TEACH LEARNING                               Chris Mellish February 1983

--- SOURCES ON LEARNING ------------------------------------------------------

Numerical methods of summarising experience:
============================================

Samuel, A.L., "Some Studies in Machine Learning Using the Game of Checkers",
   in Feigenbaum, E.A. and Feldman, J. (Eds) "Computers and Thought", McGraw
   Hill, 1963

Michie, D. and Chambers, R.A., "Boxes: An Experiment in Adaptive Control", in
   Machine Intelligence 2, 1968.

Concept learning and descriptions
=================================

Winston, P.H., "Learning Structural Descriptions from Examples", PhD Thesis,
   MIT.

Articles by Winston on this topic are to be found in Winston (Ed), "The
Psychology of Computer Vision" (McGraw-Hill, 1975), Winston, P.H.,
"Artificial Intelligence" (Addison Wesley, 1977) and Johnson-Laird, P.N. and
Wason, P.C., (Eds) "Thinking" (Cambridge University Press, 1977).

TEACH PARPAR.

Evans, T.G., "A Program for the Solution of Geometry-Analogy Intelligence
   Test Questions", in Minsky, M. (Ed) "Semantic Information Processing",
   MIT Press, 1968.

TEACH EVANS.

TEACH PICDEM.

Discovering rules by induction
==============================

Quinlan, J.R., "Discovering Rules by Induction from Large Collections of
   Examples", in Michie, D. (Ed) "Expert Systems in the Micro Electronic
   Age", Edinburgh University Press, 1979.

Learning Plans and Procedures
=============================

Waterman, D.A., "Generalisation Learning Techniques for Automating the
   Learning of Heuristics", Artificial Intelligence Vol 1, 1970.

Fikes, R.E., Hart, P.E. and Nilsson, N.J., "Learning and Executing
   Generalised Robot Plans", Artificial Intelligence Vol 2, 1972.

Sussman, G.J., "A Computer Model of Skill Acquisition", Elsevier, 1975.

TEACH FINGER

Discovery (papers by D.B.Lenat)
===============================

"Automated Theory Formation in Mathematics", in IJCAI-77 (Vol 2)

"On Automated Scientific Theory Formation: A Case Study using the
   AM Program", in Machine Intelligence 9.

"The Ubiquity of Discovery", in IJCAI-77 (Vol 2)


--- QUESTIONS TO ASK ABOUT LEARNING PROGRAMS --------------------------------

What assumptions about the domain are "built in"?
What is the range of things that can be learned and cannot be learned?

What kind of "training sequence" is given?
Does the order of "training sequence" matter?

Is there a notion of something "partially learned"?
If so, how is it represented?

Does the system generalise?
Is the system "optimistic" or "pessimistic"?
Can it recover from errors in generalisation?

Are the results of previous learning steps available to
subsequent steps?

--- EXERCISES ---------------------------------------------------------------

"Instead of trying to produce a program to simulate the adult mind, why not
rather try to produce one which simulates the child's? If this were then
subjected to an appropriate course of education one would obtain the adult
brain. Presumably the child brain is something like a notebook as one buys
it from the stationer's. Rather little mechanism and lots of blank sheets.
.... Our hope is that there is so little mechanism in the child brain that
something like it can be easily programmed"  (Alan Turing, 1963)

What comments can be made on this statement in the light of AI research on
learning that has taken place subsequently?

Possible programming projects:

Spend some time on one of the relevant TEACH files (*FINGER, *PARPAR, *EVANS,
*PICDEM). Follow up exercises suggested, or try to write a simplified version
of one of these programs for yourself. Comment on the above general
questions, as applied to this program.

Implement a simple version of Michie's BOXES program, Samuel's checkers
program or Quinlan's induction program. Take care to reduce the problem to
something that is manageable as a couple of weeks' work.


All of the data below is to be repeated exactly, except for the pictures.

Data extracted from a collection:
((
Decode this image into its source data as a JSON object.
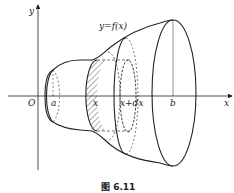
{
  "figure": {
    "caption": "图 6.11",
    "axes": {
      "x_label": "x",
      "y_label": "y",
      "origin_label": "O"
    },
    "curve_label": "y=f(x)",
    "tick_labels": {
      "a": "a",
      "x": "x",
      "x_plus_dx": "x+dx",
      "b": "b"
    },
    "colors": {
      "stroke": "#222222",
      "background": "#ffffff"
    }
  }
}
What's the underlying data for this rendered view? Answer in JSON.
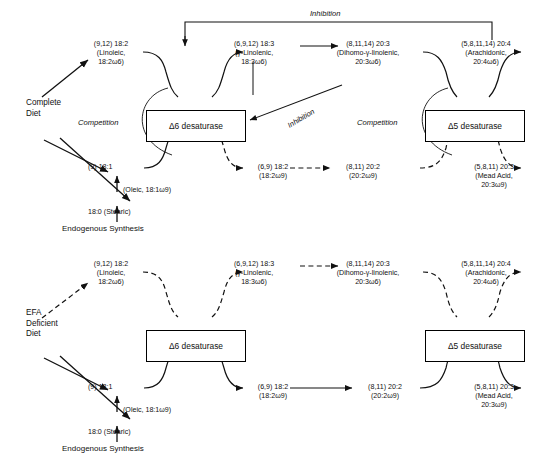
{
  "figure": {
    "type": "biochemical-pathway-diagram"
  },
  "panels": [
    {
      "id": "complete-diet",
      "diet_label": [
        "Complete",
        "Diet"
      ],
      "omega6_row": {
        "style": "solid",
        "nodes": [
          {
            "id": "linoleic",
            "l1": "(9,12) 18:2",
            "l2": "(Linoleic,",
            "l3": "18:2ω6)"
          },
          {
            "id": "g-linolenic",
            "l1": "(6,9,12) 18:3",
            "l2": "(γ-Linolenic,",
            "l3": "18:3ω6)"
          },
          {
            "id": "dgla",
            "l1": "(8,11,14) 20:3",
            "l2": "(Dihomo-γ-linolenic,",
            "l3": "20:3ω6)"
          },
          {
            "id": "arachidonic",
            "l1": "(5,8,11,14) 20:4",
            "l2": "(Arachidonic,",
            "l3": "20:4ω6)"
          }
        ]
      },
      "omega9_row": {
        "style": "mixed",
        "nodes": [
          {
            "id": "oleic",
            "l1": "(9) 18:1",
            "l2": "(Oleic, 18:1ω9)",
            "l3": ""
          },
          {
            "id": "18-2w9",
            "l1": "(6,9) 18:2",
            "l2": "(18:2ω9)",
            "l3": ""
          },
          {
            "id": "20-2w9",
            "l1": "(8,11) 20:2",
            "l2": "(20:2ω9)",
            "l3": ""
          },
          {
            "id": "mead",
            "l1": "(5,8,11) 20:3",
            "l2": "(Mead Acid,",
            "l3": "20:3ω9)"
          }
        ]
      },
      "stearic": "18:0  (Stearic)",
      "endogenous": "Endogenous Synthesis",
      "enzymes": [
        {
          "id": "d6",
          "label": "Δ6 desaturase"
        },
        {
          "id": "d5",
          "label": "Δ5 desaturase"
        }
      ],
      "annotations": {
        "competition_d6": "Competition",
        "competition_d5": "Competition",
        "inhibition_top": "Inhibition",
        "inhibition_diag": "Inhibition"
      }
    },
    {
      "id": "efa-deficient-diet",
      "diet_label": [
        "EFA",
        "Deficient",
        "Diet"
      ],
      "omega6_row": {
        "style": "dashed",
        "nodes": [
          {
            "id": "linoleic",
            "l1": "(9,12) 18:2",
            "l2": "(Linoleic,",
            "l3": "18:2ω6)"
          },
          {
            "id": "g-linolenic",
            "l1": "(6,9,12) 18:3",
            "l2": "(γ-Linolenic,",
            "l3": "18:3ω6)"
          },
          {
            "id": "dgla",
            "l1": "(8,11,14) 20:3",
            "l2": "(Dihomo-γ-linolenic,",
            "l3": "20:3ω6)"
          },
          {
            "id": "arachidonic",
            "l1": "(5,8,11,14) 20:4",
            "l2": "(Arachidonic,",
            "l3": "20:4ω6)"
          }
        ]
      },
      "omega9_row": {
        "style": "solid",
        "nodes": [
          {
            "id": "oleic",
            "l1": "(9) 18:1",
            "l2": "(Oleic, 18:1ω9)",
            "l3": ""
          },
          {
            "id": "18-2w9",
            "l1": "(6,9) 18:2",
            "l2": "(18:2ω9)",
            "l3": ""
          },
          {
            "id": "20-2w9",
            "l1": "(8,11) 20:2",
            "l2": "(20:2ω9)",
            "l3": ""
          },
          {
            "id": "mead",
            "l1": "(5,8,11) 20:3",
            "l2": "(Mead Acid,",
            "l3": "20:3ω9)"
          }
        ]
      },
      "stearic": "18:0  (Stearic)",
      "endogenous": "Endogenous Synthesis",
      "enzymes": [
        {
          "id": "d6",
          "label": "Δ6 desaturase"
        },
        {
          "id": "d5",
          "label": "Δ5 desaturase"
        }
      ],
      "annotations": {}
    }
  ],
  "colors": {
    "ink": "#111111",
    "background": "#ffffff"
  }
}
))
## Finished exercise:
Decode this image into its source data as a JSON object.
{
  "figure": {
    "caption": "图 6.11",
    "axes": {
      "x_label": "x",
      "y_label": "y",
      "origin_label": "O"
    },
    "curve_label": "y=f(x)",
    "tick_labels": {
      "a": "a",
      "x": "x",
      "x_plus_dx": "x+dx",
      "b": "b"
    },
    "colors": {
      "stroke": "#222222",
      "background": "#ffffff"
    }
  }
}
What's the underlying data for this rendered view? Answer in JSON.
{
  "figure": {
    "type": "biochemical-pathway-diagram"
  },
  "panels": [
    {
      "id": "complete-diet",
      "diet_label": [
        "Complete",
        "Diet"
      ],
      "omega6_row": {
        "style": "solid",
        "nodes": [
          {
            "id": "linoleic",
            "l1": "(9,12) 18:2",
            "l2": "(Linoleic,",
            "l3": "18:2ω6)"
          },
          {
            "id": "g-linolenic",
            "l1": "(6,9,12) 18:3",
            "l2": "(γ-Linolenic,",
            "l3": "18:3ω6)"
          },
          {
            "id": "dgla",
            "l1": "(8,11,14) 20:3",
            "l2": "(Dihomo-γ-linolenic,",
            "l3": "20:3ω6)"
          },
          {
            "id": "arachidonic",
            "l1": "(5,8,11,14) 20:4",
            "l2": "(Arachidonic,",
            "l3": "20:4ω6)"
          }
        ]
      },
      "omega9_row": {
        "style": "mixed",
        "nodes": [
          {
            "id": "oleic",
            "l1": "(9) 18:1",
            "l2": "(Oleic, 18:1ω9)",
            "l3": ""
          },
          {
            "id": "18-2w9",
            "l1": "(6,9) 18:2",
            "l2": "(18:2ω9)",
            "l3": ""
          },
          {
            "id": "20-2w9",
            "l1": "(8,11) 20:2",
            "l2": "(20:2ω9)",
            "l3": ""
          },
          {
            "id": "mead",
            "l1": "(5,8,11) 20:3",
            "l2": "(Mead Acid,",
            "l3": "20:3ω9)"
          }
        ]
      },
      "stearic": "18:0  (Stearic)",
      "endogenous": "Endogenous Synthesis",
      "enzymes": [
        {
          "id": "d6",
          "label": "Δ6 desaturase"
        },
        {
          "id": "d5",
          "label": "Δ5 desaturase"
        }
      ],
      "annotations": {
        "competition_d6": "Competition",
        "competition_d5": "Competition",
        "inhibition_top": "Inhibition",
        "inhibition_diag": "Inhibition"
      }
    },
    {
      "id": "efa-deficient-diet",
      "diet_label": [
        "EFA",
        "Deficient",
        "Diet"
      ],
      "omega6_row": {
        "style": "dashed",
        "nodes": [
          {
            "id": "linoleic",
            "l1": "(9,12) 18:2",
            "l2": "(Linoleic,",
            "l3": "18:2ω6)"
          },
          {
            "id": "g-linolenic",
            "l1": "(6,9,12) 18:3",
            "l2": "(γ-Linolenic,",
            "l3": "18:3ω6)"
          },
          {
            "id": "dgla",
            "l1": "(8,11,14) 20:3",
            "l2": "(Dihomo-γ-linolenic,",
            "l3": "20:3ω6)"
          },
          {
            "id": "arachidonic",
            "l1": "(5,8,11,14) 20:4",
            "l2": "(Arachidonic,",
            "l3": "20:4ω6)"
          }
        ]
      },
      "omega9_row": {
        "style": "solid",
        "nodes": [
          {
            "id": "oleic",
            "l1": "(9) 18:1",
            "l2": "(Oleic, 18:1ω9)",
            "l3": ""
          },
          {
            "id": "18-2w9",
            "l1": "(6,9) 18:2",
            "l2": "(18:2ω9)",
            "l3": ""
          },
          {
            "id": "20-2w9",
            "l1": "(8,11) 20:2",
            "l2": "(20:2ω9)",
            "l3": ""
          },
          {
            "id": "mead",
            "l1": "(5,8,11) 20:3",
            "l2": "(Mead Acid,",
            "l3": "20:3ω9)"
          }
        ]
      },
      "stearic": "18:0  (Stearic)",
      "endogenous": "Endogenous Synthesis",
      "enzymes": [
        {
          "id": "d6",
          "label": "Δ6 desaturase"
        },
        {
          "id": "d5",
          "label": "Δ5 desaturase"
        }
      ],
      "annotations": {}
    }
  ],
  "colors": {
    "ink": "#111111",
    "background": "#ffffff"
  }
}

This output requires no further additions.